Today, the Goldwater Institute asked the Arizona Supreme Court to follow state law and make it easier for people to place administrative enforcement actions on hold pending review by the courts. 

Administrative agencies exercise tremendous power. They can fine people, deny licenses and permits that prevent individuals from earning a livelihood, and even recommend criminal penalties.

But at the same time, their actions are largely immune from oversight. Administrative agencies—staffed not by lawmakers, but by unelected bureaucrats—make rules that have the force of law, hire their own investigators to investigate alleged violations of those rules, and then use administrative law judges to adjudicate those alleged violations. In Arizona, if the agency does not like the result from an administrative judge, the agency head can ignore the judge’s decision, amend it, or supersede it. In other words, in our administrative system, agencies act as lawmaker, sheriff, and judge. The Goldwater Institute has proposed several reforms for state legislatures to address these separation of powers and due process issues.
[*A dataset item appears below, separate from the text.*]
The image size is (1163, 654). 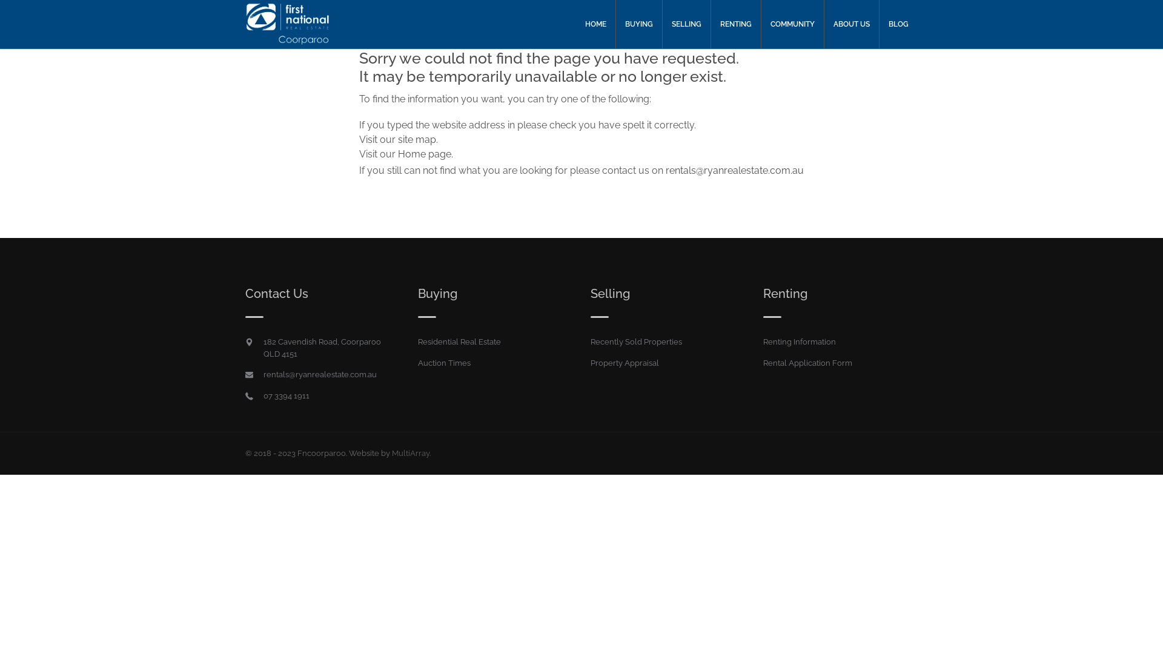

The judiciary is a check on the power of administrative agencies. This is perhaps why the legislature enacted A.R.S. § 12-911(A), which allows people subject to administrative action to put a hold on agency decisions while the case is pending in superior court if the moving party can show “good cause.” 

But last year, the Arizona Supreme Court enacted a rule that overrode the “good cause” standard and required a heighted preliminary injunction standard in order to get a stay on administrative decisions. This heightened standard requires, among other things, a showing of “strong likelihood” of success on the merits and “irreparable harm,” which makes it harder for regulated parties to put a hold on agency actions while those actions are reviewed by a neutral court. 

Fortunately, in our system, when a substantive law passed by the legislature conflicts with a procedural rule enacted by the judiciary, the substantive law prevails. In this case, that means the legislature’s good cause standard should prevail over the judiciary’s heightened preliminary injunction standard. 

This is particularly important in the administrative context because decisions out of administrative agencies lack many basic components of due process. So it makes sense to make it easier for regulated parties to place a hold on those decisions pending judicial review. 

That is why the Goldwater Institute filed a comment in support of the New Civil Liberties Alliance’s (NCLA) petition to amend Rule 3 of the Rule of Procedure for Judicial Review of Administrative Decisions. If adopted by the Arizona Supreme Court, this amendment will promote a proper separation of powers between the legislature and the judiciary in Arizona and will ensure that regulated parties are not unduly harmed by administrative actions while their cases are pending in court. 

Timothy Sandefur is the Vice President for Litigation and Jon Riches is the Director of National Litigation at the Goldwater Institute. They are the authors of the new paper Confronting the Administrative State: State-Based Solutions to Inject Accountability into an Unaccountable System.